Urban legends: the vanishing hitchhiker, graveyard watcher and ladies in black or white

Urban legends: the vanishing hitchhiker, graveyard watcher and ladies in black or white

By Rick Hinton

How does one proceed in claims of mysterious occurrences when many seem to possess a common element, and for the most part, a familiar similarity in multiple states? This common element often makes for a good campfire story! Is there a direct correlation between an urban legend and an actual haunting experience?

The entrance to Stepp Cemetery just outside of Martinsville. (Photos by Rick Hinton)

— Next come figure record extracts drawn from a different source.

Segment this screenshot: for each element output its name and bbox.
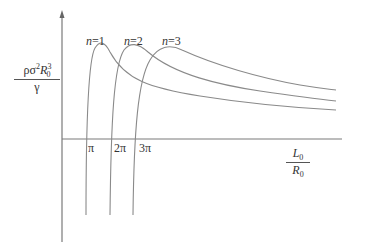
tick-3pi: 3π — [139, 141, 151, 156]
curve-n2 — [110, 45, 336, 215]
y-axis-arrow-icon — [60, 10, 65, 18]
curve-label-n1: n=1 — [86, 34, 105, 49]
curve-label-n2: n=2 — [124, 34, 143, 49]
plot-canvas — [0, 0, 366, 252]
tick-pi: π — [88, 141, 94, 156]
curve-n1 — [86, 43, 336, 215]
y-axis-label: ρσ2R30 γ — [14, 62, 60, 95]
curve-label-n3: n=3 — [162, 34, 181, 49]
tick-2pi: 2π — [114, 141, 126, 156]
diagram: ρσ2R30 γ L0 R0 π 2π 3π n=1 n=2 n=3 — [0, 0, 366, 252]
curve-n3 — [133, 47, 336, 215]
x-axis-label: L0 R0 — [286, 146, 310, 180]
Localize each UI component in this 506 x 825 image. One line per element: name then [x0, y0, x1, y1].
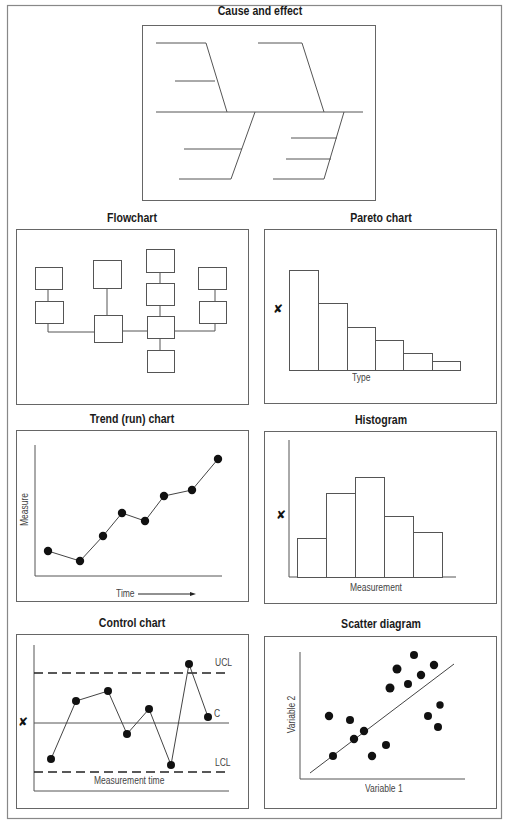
title-scatter: Scatter diagram — [319, 617, 442, 631]
pareto-bar — [290, 271, 319, 371]
histogram-bar — [414, 533, 443, 578]
x-symbol-icon: ✘ — [276, 508, 286, 522]
title-histogram: Histogram — [319, 413, 442, 427]
trend-chart — [17, 431, 249, 602]
pareto-bar — [348, 328, 376, 371]
arrow-right-icon — [190, 592, 196, 596]
pareto-xlabel: Type — [352, 372, 370, 383]
cause-effect-diagram — [143, 26, 376, 201]
x-symbol-icon: ✘ — [18, 715, 28, 729]
scatter-xlabel: Variable 1 — [365, 783, 403, 794]
flow-box — [147, 250, 175, 273]
quality-tools-figure: Cause and effect Flowchart Pareto chart … — [0, 0, 506, 825]
pareto-bar — [404, 354, 433, 371]
histogram-xlabel: Measurement — [350, 582, 402, 593]
pareto-bar — [319, 304, 348, 371]
flow-box — [94, 261, 122, 289]
title-cause-effect: Cause and effect — [198, 4, 321, 18]
title-flowchart: Flowchart — [70, 211, 193, 225]
flow-box — [200, 302, 227, 324]
title-control: Control chart — [70, 616, 193, 630]
flow-box — [36, 302, 64, 324]
histogram-bar — [298, 539, 327, 578]
lcl-label: LCL — [215, 757, 231, 768]
histogram-chart — [265, 432, 497, 604]
flow-box — [147, 284, 175, 306]
ucl-label: UCL — [215, 657, 232, 668]
pareto-bar — [433, 362, 461, 371]
trend-xlabel: Time — [116, 588, 135, 599]
title-trend: Trend (run) chart — [70, 412, 193, 426]
histogram-bar — [385, 517, 414, 578]
flow-box — [36, 268, 63, 290]
flow-box — [95, 316, 123, 343]
histogram-bar — [356, 478, 385, 578]
flowchart-diagram — [17, 230, 249, 405]
histogram-bar — [327, 494, 356, 578]
center-label: C — [214, 708, 220, 719]
control-xlabel: Measurement time — [94, 775, 164, 786]
pareto-chart — [265, 230, 497, 404]
title-pareto: Pareto chart — [319, 211, 442, 225]
scatter-ylabel: Variable 2 — [286, 693, 297, 736]
flow-box — [199, 268, 227, 290]
flow-box — [148, 317, 175, 339]
x-symbol-icon: ✘ — [273, 302, 283, 316]
trend-ylabel: Measure — [19, 493, 30, 527]
pareto-bar — [376, 341, 404, 371]
flow-box — [148, 351, 175, 373]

Folklore had its beginnings on a purely oral level, passed down by word of mouth. Eventually it evolved into print, finding an even wider audience. These days, media and the internet have made the ability to pass these stories down to larger masses. However, an urban legend is firmly rooted in the past – developed in a more innocent time when life was simpler, and imaginations ran rampant. Here is one with a common thread:

The Vanishing Hitchhiker

A hitchhiker is offered a ride. The hitchhiker is noncommunicative and has an unworldly appearance (disheveled, pale in color, period clothing). Usually a female, they offer an address and are quiet for the rest of the ride. Upon arriving at a residential address the ride-giver is shocked to find his “ghostly” passenger has vanished! Instead of peeling away at top speed, the driver plays detective and inquires at the home. This is what gives the final whammy to the story. They are often told by the confused, and most likely weeping homeowners, that the person they gave a ride to either had left home, never to return, or had died and was buried in a nearby cemetery. For special embellish, the cemetery is where the hitchhiker was picked up. A produced photo of the spectral passenger always turns out to be the hitchhiker. Bone chilling! A good, creepy story when you consider there is never any happy resolution or reconciliation with the distraught homeowners. Another of the many urban legends with variations from county to county:

Yes .. .there actually is a grave for Baby Lester.

The Graveyard Watcher

Why a spirit would stand watch over their mortal remains puzzles me. But then again, I’m not currently a ghost, so I don’t know the agenda as of yet. Indiana reports a multitude of spooks that appear to reside on a plot of ground where their mortal remains were interred. They choose to stay. What is their intent?

There are tales of Stepp Cemetery – located deep in the Morgan Monroe State Forest of southern Indiana – of a Lady in Black diligently guarding the grave of her infant son, the infamous Baby Lester. It’s a great urban lore with some meat on it, drawing nearby Bloomington’s Indiana University students in a consistent summer cavalcade of ghost hunting, booze and Saturday night dates; and also tolerated (currently) by the Indiana DNR; at least until 11 p.m., when you have to leave. There are strange oddities in this cemetery for sure. Unfortunately, I have never experienced the Lady in Black. I have, however, shared a beer with a college student.

The mood of the cemetery changes dramatically at night.”

There have been sightings of a Lady in White prowling about outside the fence of Crown Hill Cemetery in Indianapolis. She’s also reported to have been inside the fence trying to get out; it depends upon whom you talk to. Sometimes in the realm of urban legends the Vanishing Hitchhiker and The Graveyard Watcher will merge. The Lady in White is said to on occasion hitch a ride from unsuspecting drivers on West 38th Street to a residence nearby. The results are always the same, and it always turns out she is buried in Crown Hill.